Near the Elbe Riverand a German town called Madgeburg sat one of the Nazis’ most important weapons research centers. The Hillersleben Proving Grounds were used by the Germans to test-fire big artillery guns and howitzers. And when I say big, I mean big—massive railway guns that could launch a projectile miles into the distance. This was a huge enterprise. When the U.S. Army took control of the facility late in the war, they were in awe of the scale of operation. There was no equivalent facility in the United States. It was, as one ordnance officer put it, “a maintenance company’s dream.”

But Hillersleben had a purpose beyond the testing, upkeep, and maintenance of conventional (albeit really large) artillery weapons. Tucked into a corner of the facility was a group of more than a hundred scientists and engineers working on all kinds of devious and dastardly experimental weapons systems.
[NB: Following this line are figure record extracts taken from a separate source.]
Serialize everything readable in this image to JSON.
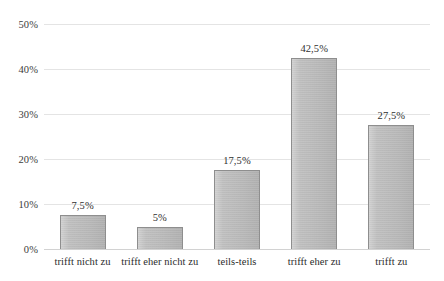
{
  "chart_data": {
    "type": "bar",
    "title": "",
    "subtitle": "",
    "xlabel": "",
    "ylabel": "",
    "categories": [
      "trifft nicht zu",
      "trifft eher nicht zu",
      "teils-teils",
      "trifft eher zu",
      "trifft zu"
    ],
    "values": [
      7.5,
      5,
      17.5,
      42.5,
      27.5
    ],
    "value_labels": [
      "7,5%",
      "5%",
      "17,5%",
      "42,5%",
      "27,5%"
    ],
    "ylim": [
      0,
      50
    ],
    "ytick_values": [
      0,
      10,
      20,
      30,
      40,
      50
    ],
    "ytick_labels": [
      "0%",
      "10%",
      "20%",
      "30%",
      "40%",
      "50%"
    ],
    "grid": true,
    "legend": false,
    "legend_position": "none",
    "series": [
      {
        "name": "",
        "values": [
          7.5,
          5,
          17.5,
          42.5,
          27.5
        ]
      }
    ],
    "colors": {
      "bar_fill": "#bfbfbf",
      "bar_border": "#8e8e8e",
      "gridline": "#e4e4e4",
      "baseline": "#d2d2d2",
      "text": "#2b2b2b",
      "background": "#ffffff"
    }
  }
}
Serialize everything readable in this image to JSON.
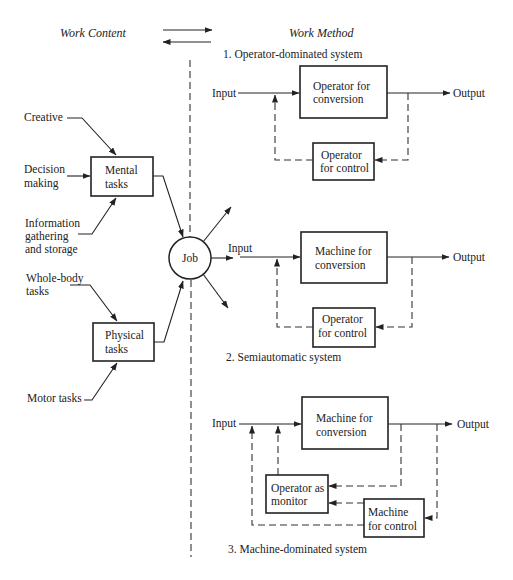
{
  "header": {
    "work_content_label": "Work Content",
    "work_method_label": "Work Method"
  },
  "work_content": {
    "creative": [
      "Creative"
    ],
    "decision_making": [
      "Decision",
      "making"
    ],
    "information": [
      "Information",
      "gathering",
      "and storage"
    ],
    "whole_body": [
      "Whole-body",
      "tasks"
    ],
    "motor": [
      "Motor tasks"
    ],
    "mental_box": [
      "Mental",
      "tasks"
    ],
    "physical_box": [
      "Physical",
      "tasks"
    ],
    "job": "Job"
  },
  "work_method": {
    "systems": [
      {
        "title": "1. Operator-dominated system",
        "input": "Input",
        "output": "Output",
        "conversion": [
          "Operator for",
          "conversion"
        ],
        "control": [
          "Operator",
          "for control"
        ]
      },
      {
        "title": "2. Semiautomatic system",
        "input": "Input",
        "output": "Output",
        "conversion": [
          "Machine for",
          "conversion"
        ],
        "control": [
          "Operator",
          "for control"
        ]
      },
      {
        "title": "3. Machine-dominated system",
        "input": "Input",
        "output": "Output",
        "conversion": [
          "Machine for",
          "conversion"
        ],
        "monitor": [
          "Operator as",
          "monitor"
        ],
        "control": [
          "Machine",
          "for control"
        ]
      }
    ]
  },
  "colors": {
    "line": "#222222",
    "background": "#ffffff"
  }
}
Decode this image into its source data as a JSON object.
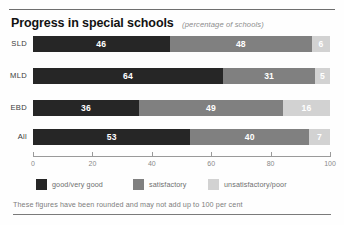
{
  "figure": {
    "title": "Progress in special schools",
    "subtitle": "(percentage of schools)",
    "footnote": "These figures have been rounded and may not add up to 100 per cent"
  },
  "colors": {
    "good": "#262626",
    "satisfactory": "#808080",
    "unsatisfactory": "#d2d2d2",
    "axis": "#9a9a9a",
    "rule": "#6e6e6e",
    "label": "#3a3a3a",
    "muted": "#8a8a8a"
  },
  "legend": [
    {
      "label": "good/very good",
      "key": "good"
    },
    {
      "label": "satisfactory",
      "key": "satisfactory"
    },
    {
      "label": "unsatisfactory/poor",
      "key": "unsatisfactory"
    }
  ],
  "axis": {
    "ticks": [
      "0",
      "20",
      "40",
      "60",
      "80",
      "100"
    ]
  },
  "rows": [
    {
      "label": "SLD",
      "good": "46",
      "satisfactory": "48",
      "unsatisfactory": "6"
    },
    {
      "label": "MLD",
      "good": "64",
      "satisfactory": "31",
      "unsatisfactory": "5"
    },
    {
      "label": "EBD",
      "good": "36",
      "satisfactory": "49",
      "unsatisfactory": "16"
    },
    {
      "label": "All",
      "good": "53",
      "satisfactory": "40",
      "unsatisfactory": "7"
    }
  ],
  "chart_data": {
    "type": "bar",
    "orientation": "horizontal",
    "stacked": true,
    "stacked_mode": "percent",
    "title": "Progress in special schools",
    "subtitle": "(percentage of schools)",
    "xlabel": "",
    "ylabel": "",
    "xlim": [
      0,
      100
    ],
    "xticks": [
      0,
      20,
      40,
      60,
      80,
      100
    ],
    "grid": false,
    "legend_position": "bottom",
    "categories": [
      "SLD",
      "MLD",
      "EBD",
      "All"
    ],
    "series": [
      {
        "name": "good/very good",
        "color": "#262626",
        "values": [
          46,
          64,
          36,
          53
        ]
      },
      {
        "name": "satisfactory",
        "color": "#808080",
        "values": [
          48,
          31,
          49,
          40
        ]
      },
      {
        "name": "unsatisfactory/poor",
        "color": "#d2d2d2",
        "values": [
          6,
          5,
          16,
          7
        ]
      }
    ],
    "annotations": [
      "These figures have been rounded and may not add up to 100 per cent"
    ]
  }
}
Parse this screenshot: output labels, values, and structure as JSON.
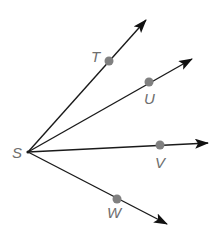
{
  "diagram": {
    "type": "rays-from-common-endpoint",
    "vertex": {
      "label": "S",
      "x": 28,
      "y": 152,
      "label_x": 12,
      "label_y": 158
    },
    "rays": [
      {
        "name": "ray-ST",
        "point_label": "T",
        "point": {
          "x": 109,
          "y": 61
        },
        "tip": {
          "x": 146,
          "y": 20
        },
        "label_x": 91,
        "label_y": 62
      },
      {
        "name": "ray-SU",
        "point_label": "U",
        "point": {
          "x": 149,
          "y": 82
        },
        "tip": {
          "x": 192,
          "y": 59
        },
        "label_x": 144,
        "label_y": 104
      },
      {
        "name": "ray-SV",
        "point_label": "V",
        "point": {
          "x": 160,
          "y": 145
        },
        "tip": {
          "x": 208,
          "y": 143
        },
        "label_x": 155,
        "label_y": 168
      },
      {
        "name": "ray-SW",
        "point_label": "W",
        "point": {
          "x": 117,
          "y": 199
        },
        "tip": {
          "x": 167,
          "y": 224
        },
        "label_x": 107,
        "label_y": 218
      }
    ],
    "colors": {
      "line": "#1a1a1a",
      "point": "#808080",
      "label": "#6e6e6e"
    }
  }
}
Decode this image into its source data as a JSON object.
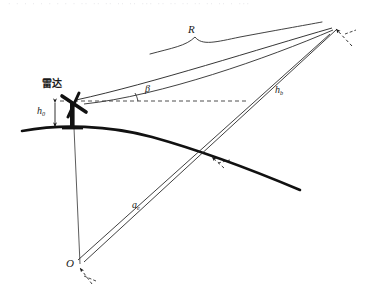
{
  "figure": {
    "title_fragment": "图 雷达探测目标几何关系示意图",
    "caption_visible": false,
    "background_color": "#ffffff",
    "ink_color": "#1a1a1a",
    "earth_curve_color": "#111111",
    "width": 365,
    "height": 299
  },
  "labels": {
    "radar": {
      "text": "雷达",
      "meaning": "radar-station",
      "x": 42,
      "y": 80
    },
    "radar_height": {
      "symbol": "h",
      "subscript": "0",
      "meaning": "radar-antenna-height-above-ground",
      "x": 38,
      "y": 108
    },
    "slant_range": {
      "symbol": "R",
      "subscript": "",
      "meaning": "slant-range-radar-to-target",
      "x": 188,
      "y": 28
    },
    "elevation_angle": {
      "symbol": "β",
      "subscript": "",
      "meaning": "elevation-angle-above-horizontal",
      "x": 120,
      "y": 86
    },
    "target_height": {
      "symbol": "h",
      "subscript": "b",
      "meaning": "target-height-above-earth-surface",
      "x": 276,
      "y": 86
    },
    "earth_radius": {
      "symbol": "a",
      "subscript": "e",
      "meaning": "effective-earth-radius",
      "x": 133,
      "y": 202
    },
    "origin": {
      "symbol": "O",
      "subscript": "",
      "meaning": "earth-center-origin",
      "x": 68,
      "y": 262
    }
  },
  "geometry": {
    "origin_point": {
      "x": 80,
      "y": 264
    },
    "radar_point": {
      "x": 73,
      "y": 128
    },
    "radar_top_point": {
      "x": 73,
      "y": 103
    },
    "target_point": {
      "x": 333,
      "y": 27
    },
    "surface_intersection_point": {
      "x": 212,
      "y": 158
    },
    "horizon_dash_start": {
      "x": 73,
      "y": 101
    },
    "horizon_dash_end": {
      "x": 248,
      "y": 101
    },
    "earth_arc": {
      "left_end": {
        "x": 22,
        "y": 131
      },
      "apex": {
        "x": 128,
        "y": 127
      },
      "right_end": {
        "x": 300,
        "y": 190
      }
    },
    "brace": {
      "left": {
        "x": 150,
        "y": 55
      },
      "tip": {
        "x": 196,
        "y": 36
      },
      "right": {
        "x": 320,
        "y": 24
      }
    }
  },
  "elements": [
    {
      "name": "earth-surface-arc",
      "kind": "curve"
    },
    {
      "name": "slant-range-line",
      "kind": "line"
    },
    {
      "name": "horizontal-reference-dashed-line",
      "kind": "dashed-line"
    },
    {
      "name": "elevation-angle-arc",
      "kind": "arc"
    },
    {
      "name": "radar-antenna-glyph",
      "kind": "icon"
    },
    {
      "name": "radar-height-dimension-arrow",
      "kind": "dimension"
    },
    {
      "name": "earth-radius-line-to-target",
      "kind": "line"
    },
    {
      "name": "earth-radius-line-to-surface",
      "kind": "line"
    },
    {
      "name": "vertical-radius-line-to-radar",
      "kind": "line"
    },
    {
      "name": "target-height-segment",
      "kind": "line"
    },
    {
      "name": "slant-range-brace",
      "kind": "brace"
    },
    {
      "name": "origin-angle-arrow",
      "kind": "arrow"
    },
    {
      "name": "target-marker-arrow",
      "kind": "arrow"
    },
    {
      "name": "surface-intersection-arrow",
      "kind": "arrow"
    }
  ]
}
Things like a 600-millimeter diameter (about twenty-four inches) mortar that could launch 2,000-pound projectiles up to three and a half miles, and parts of the sinister V-3 super-cannon, which could blast a massive projectile one hundred miles—five times the distance from France to England across the Strait of Dover.

Meanwhile, some of these scientists and engineers were working on a different kind of project, one that cannot be lumped in with all the other “conventional” experiments. It was called the Sonnengewehr, and it was based on a design concept originally described by Hermann Oberth in his 1929 book Ways to Spaceflight . [12] Wege zur Raumschiffahrt. Oberth called for a space station [13] Called Raumstations. that would orbit about 625 miles above the Earth (for comparison, the International Space Station orbits at about 220 miles up). Ways to Spaceflight is full of detail on the project: It would be sent into space and constructed in prefabricated sections that would be linked together like a Lego set once settled in orbit; it would spin on its axis to produce artificial gravity within the station; it would be used for scientific and astronomical observations, meteorological observations, search-and-rescue operations, and telegraph relays. Oberth, clearly understanding that his concept would be undeniably alluring to the German military and national security community (even before Hitler came to power), also suggested that his space station could be used for the collection of military intelligence. Because of course it could.